“If you thought of high school as a kingdom- and I don’t mean the regular kind of kingdom we have today, like England or Norway, I mean those small ones in fairy tales that probably weren’t kingdoms at all so much as they that probably weren’t kingdoms at all so much as they were nobledoms where the nobles considered themselves kings and granted themselves the right of prima nochte, that kind of thing- if you thought of my high school like one of those, then Jeremy Cole would be the crown prince.” – the beautiful between by Alyssa B. Sheinmel
High school is a place where the popular students reign and where the rest obediently follow. High school is much like a kingdom in that sense. In an idealized kingdom, the kind prince will talk to the lonely girl, and befriend her. In a fairy tale, the prince and the girl would fall in love.
In Alyssa Sheinmel’s debut novel, The Beautiful Between, Connelly Sternin sees her high school as a kingdom in a fairytale, in which, the prince Jeremy Cole reigns. Connelly is the Rapunzel, stuck in her Upper East Side apartment, confined to doing SAT prep and preparing her college applications. One day, Jeremy Cole talks to “Rapunzel”, offering to tutor her in physics in return for SAT vocabulary tutoring. Connelly agrees. Little does she know that befriending Jeremy will force her to question her entire life, and learn that even princes have imperfect lives.
The Beautiful Between is a short read, a little less than 200 pages. It’s not a fairy tale story in which the prince falls in love with an ordinary and they both live happily-ever-after. The Beautiful between is more about life, and he things that happen than about love. It’s a nice change from the typical girl YA novels, and I like it.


» **What needs to be done**:
Every line holding the string "Partial" is to be copied from the entries below.

» **Dataset entries**:
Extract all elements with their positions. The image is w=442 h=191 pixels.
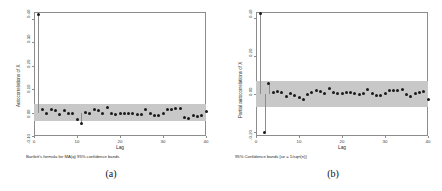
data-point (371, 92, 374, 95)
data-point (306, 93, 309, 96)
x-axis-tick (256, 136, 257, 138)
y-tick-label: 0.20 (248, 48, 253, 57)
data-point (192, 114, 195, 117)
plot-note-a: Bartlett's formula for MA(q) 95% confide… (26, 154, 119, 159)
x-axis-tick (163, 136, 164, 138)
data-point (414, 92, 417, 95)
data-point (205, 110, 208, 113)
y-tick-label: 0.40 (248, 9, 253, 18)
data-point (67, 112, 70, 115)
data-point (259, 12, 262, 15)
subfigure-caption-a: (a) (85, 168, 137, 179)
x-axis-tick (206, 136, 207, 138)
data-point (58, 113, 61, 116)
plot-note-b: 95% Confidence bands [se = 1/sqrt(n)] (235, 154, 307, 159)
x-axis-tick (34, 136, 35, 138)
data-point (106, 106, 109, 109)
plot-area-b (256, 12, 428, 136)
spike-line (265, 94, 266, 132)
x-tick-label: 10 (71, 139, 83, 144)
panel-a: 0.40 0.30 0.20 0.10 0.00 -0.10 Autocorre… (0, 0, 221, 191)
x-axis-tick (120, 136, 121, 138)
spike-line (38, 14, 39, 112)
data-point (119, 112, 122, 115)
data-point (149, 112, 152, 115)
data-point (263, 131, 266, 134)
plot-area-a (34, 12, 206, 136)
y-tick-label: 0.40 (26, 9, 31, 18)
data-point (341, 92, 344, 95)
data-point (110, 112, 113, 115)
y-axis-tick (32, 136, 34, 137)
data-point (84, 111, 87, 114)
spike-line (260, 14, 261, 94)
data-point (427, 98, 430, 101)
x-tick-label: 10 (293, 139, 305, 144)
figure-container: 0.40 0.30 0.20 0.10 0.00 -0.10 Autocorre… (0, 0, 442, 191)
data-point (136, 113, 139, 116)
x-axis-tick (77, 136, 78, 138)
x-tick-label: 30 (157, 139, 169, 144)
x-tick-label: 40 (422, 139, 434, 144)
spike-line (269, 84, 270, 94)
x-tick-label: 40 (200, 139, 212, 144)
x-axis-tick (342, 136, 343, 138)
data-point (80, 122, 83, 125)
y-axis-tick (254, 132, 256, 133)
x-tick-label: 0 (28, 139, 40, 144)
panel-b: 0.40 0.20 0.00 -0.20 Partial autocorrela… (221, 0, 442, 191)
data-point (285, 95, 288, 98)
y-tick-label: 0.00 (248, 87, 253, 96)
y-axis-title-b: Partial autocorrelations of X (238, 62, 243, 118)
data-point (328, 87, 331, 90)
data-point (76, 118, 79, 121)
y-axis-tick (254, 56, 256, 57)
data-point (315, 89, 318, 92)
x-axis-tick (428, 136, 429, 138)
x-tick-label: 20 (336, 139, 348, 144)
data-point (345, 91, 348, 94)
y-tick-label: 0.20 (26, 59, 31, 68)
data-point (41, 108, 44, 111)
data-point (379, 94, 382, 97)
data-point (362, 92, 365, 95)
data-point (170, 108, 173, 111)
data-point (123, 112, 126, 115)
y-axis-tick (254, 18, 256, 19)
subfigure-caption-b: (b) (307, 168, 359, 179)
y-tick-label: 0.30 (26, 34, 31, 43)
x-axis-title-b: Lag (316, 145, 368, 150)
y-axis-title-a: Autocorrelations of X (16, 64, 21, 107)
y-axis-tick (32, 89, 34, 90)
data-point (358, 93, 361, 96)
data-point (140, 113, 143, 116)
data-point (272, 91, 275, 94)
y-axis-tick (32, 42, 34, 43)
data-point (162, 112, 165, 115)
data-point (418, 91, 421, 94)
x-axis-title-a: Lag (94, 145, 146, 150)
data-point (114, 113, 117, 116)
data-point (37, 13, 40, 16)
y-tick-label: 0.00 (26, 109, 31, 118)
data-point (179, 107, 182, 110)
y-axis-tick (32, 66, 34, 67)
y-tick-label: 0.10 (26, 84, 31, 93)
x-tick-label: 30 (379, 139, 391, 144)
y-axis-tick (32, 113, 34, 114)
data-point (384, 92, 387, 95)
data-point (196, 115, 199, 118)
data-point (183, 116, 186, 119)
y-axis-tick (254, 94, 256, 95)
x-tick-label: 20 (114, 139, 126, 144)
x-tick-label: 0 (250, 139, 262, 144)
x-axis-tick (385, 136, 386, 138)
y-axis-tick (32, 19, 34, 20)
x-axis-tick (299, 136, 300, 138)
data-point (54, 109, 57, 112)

» **Task solution**:
panel-b: 0.40 0.20 0.00 -0.20 Partial autocorrela… (221, 0, 442, 191)
y-axis-title-b: Partial autocorrelations of X (238, 62, 243, 118)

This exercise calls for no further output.